Convert date string that contains time zone to POS

2019-08-25 07:50发布

I have a vector with dates in this format (example of the first 6 rows):

 Dates<-c(
   "Sun Oct 04 20:33:05 EEST 2015",
   "Sun Oct 04 20:49:23 EEST 2015",
   "Sun Oct 04 21:05:25 EEST 2015",
   "Mon Sep 28 10:02:38 IDT 2015", 
   "Mon Sep 28 10:17:50 IDT 2015",
   "Mon Sep 28 10:39:48 IDT 2015")

I tried to read this variable Dates to R using as.Date() function:

as.Date(Dates,format = "%a %b %d %H:%M:%S %Z %Y")

but the process failed as %Z parameter is not supported in the input. The time zones differ throughout the vector. What are the alternatives to read data correctly with respect to the time zone?

1条回答
2楼-- · 2019-08-25 08:37

This solution requires some simplifying assumptions. Assuming you have many elements in your vector, the best approach is to use a database of timezone offsets to figure out what each time is (in a chosen locale, such as GMT). The timezone data I used is the timezone.csv file from https://timezonedb.com/download

#Create sample data
Dates<-c(
  "Sun Oct 04 20:33:05 EEST 2015",
  "Sun Oct 04 20:49:23 EEST 2015",
  "Sun Oct 04 21:05:25 EEST 2015",
  "Mon Sep 28 10:02:38 IDT 2015", 
  "Mon Sep 28 10:17:50 IDT 2015",
  "Mon Sep 28 10:39:48 IDT 2015")

#separate timezone string from date/time info
no_timezone <- paste(substr(Dates, 1, 19), substr(Dates, nchar(Dates)-3, nchar(Dates)))
timezone <- as.data.frame(substr(Dates, 21, nchar(Dates)-5))
colnames(timezone) <- "abbreviation"

#reference timezone database to get offsets from GMT
timezone_db <- read.csv(file="timezonedb/timezone.csv", header=FALSE)
colnames(timezone_db) <- c("zone_id", "abbreviation", "time_start", "gmt_offset", "dst")
timezone_db <- timezone_db[timezone_db$dst == 0, ]
timezone_db <- unique(timezone_db[,c("abbreviation", "gmt_offset")])
timezone_db <- timezone_db[!duplicated(timezone_db$abbreviation), ]

#adjust all time to GMT
time_adjust <- merge(timezone, timezone_db, all.x=TRUE, by="abbreviation")
gmt_time <- strptime(no_timezone, format = "%a %b %d %H:%M:%S %Y", tz="GMT")

#final data
Dates_final <- gmt_time - time_adjust$gmt_offset

Depending on how exact your data needs to be, be careful to adjust for daylight savings if necessary. Also, I don't know much about time zones, but I noticed that for some reason, certain time zones can have multiple offsets. In the original database, CLT (Chilean time) can vary from 3-5 hours from GMT, for some reason.

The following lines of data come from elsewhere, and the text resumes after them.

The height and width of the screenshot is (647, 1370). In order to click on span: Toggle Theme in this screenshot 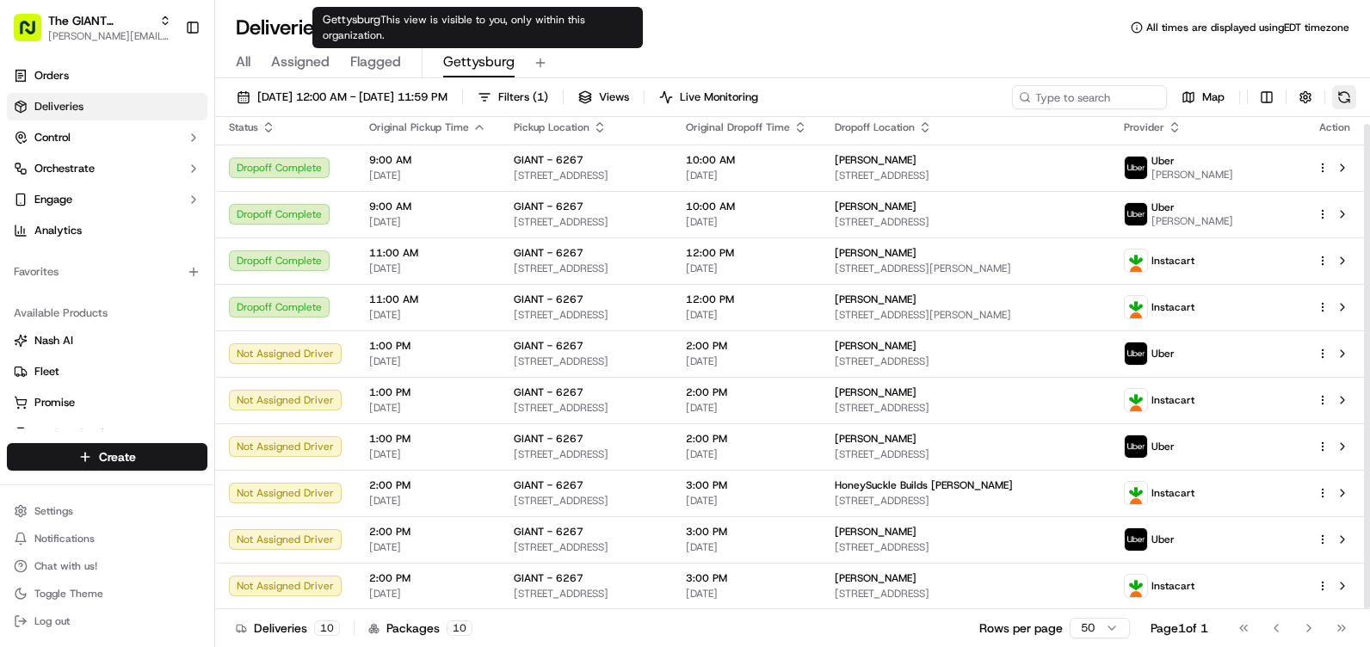, I will do `click(69, 594)`.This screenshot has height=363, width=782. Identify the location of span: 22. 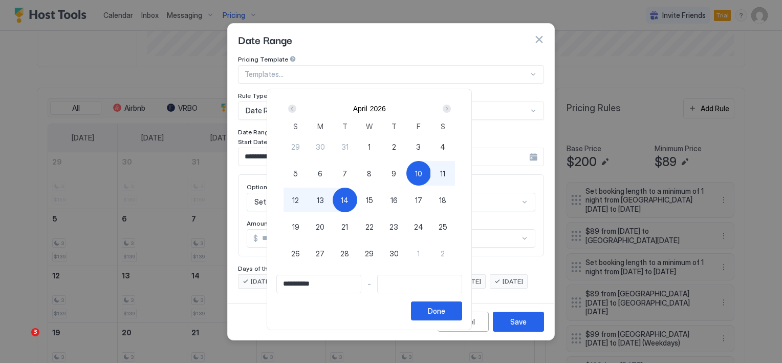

For this exercise, my code simply takes the first of each time zone's offset from the database and assumes no daylight savings day. This may be sufficient if your work doesn't require such precision, but you should QA and validate your work either way.

Also, note that this solution should be robust for date changes as well. For example, if the time is adjusted from 1am to 11pm, then the date should revert back one day.